741.6092

Visualising the canon in Graphic Design

741.6092 is an ongoing project run with Graphic Design students. It explores a single sections of the UAL Library related to ‘Graphic Designers.’

When we look at a library collection we find more than books. We find a physical manifestation of the politics of knowledge. From the physical books on the shelves all the way back to the policies that secured the purchase of those books, we find processes of criteria, classification and therefore, power. The limited data contained in library catalogues can obscure more than it reveals. It is particularly limited in what it can tell us about the people, ideas and practices contained in collections.

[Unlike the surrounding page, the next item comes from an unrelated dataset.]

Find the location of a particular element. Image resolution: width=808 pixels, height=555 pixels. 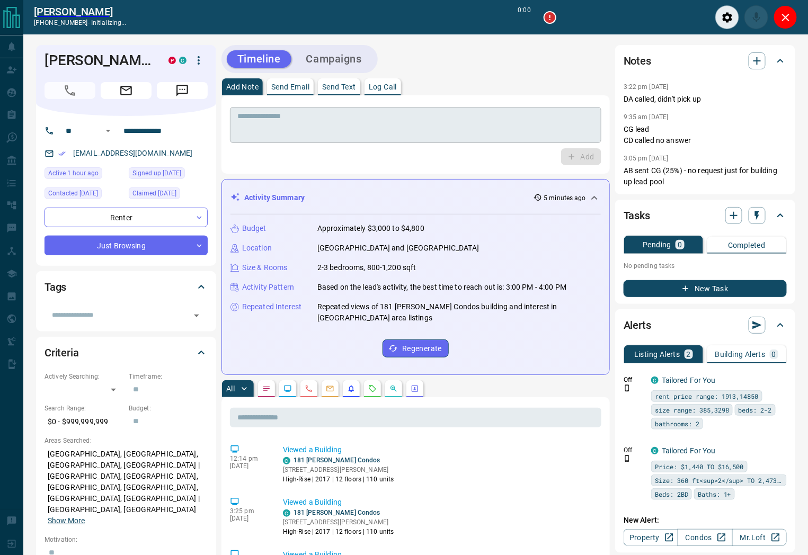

In this project students counter-map some of this ‘missing data’ on gender, place of birth and practice of the designers represented in the books of these sections. Through physical and/or digital mapping we can began to discuss the knowledge the collection represents by making it something visible. Wall sized diagrams and collective Miro mapping have allowed different groups of students to interrogate the assumptions, privileges and knowledge that underpin disciplinary thinking in Graphic Design. Allowing us to talk about classification and it’s relationship to oppression and through an intersectional lens.

 

Workshop records

Chelsea College of Arts 2020

research outputs

Knight, Laura, H (2021) 741.6092: Visualising the Canon in Graphic Design. In: CHASE Feminist Network Conference, 26-27 February 2021, University of East Anglia.

 

Central Saint Martins 2022

150 students mapped data from sections 741.6092 and 741.612.

 

Run this workshop

This workshop and its methodology is open to any design educator to run. It can be tailored to any discipline. If you’re interested in running it, please get in touch, I’d be happy to discuss it with you.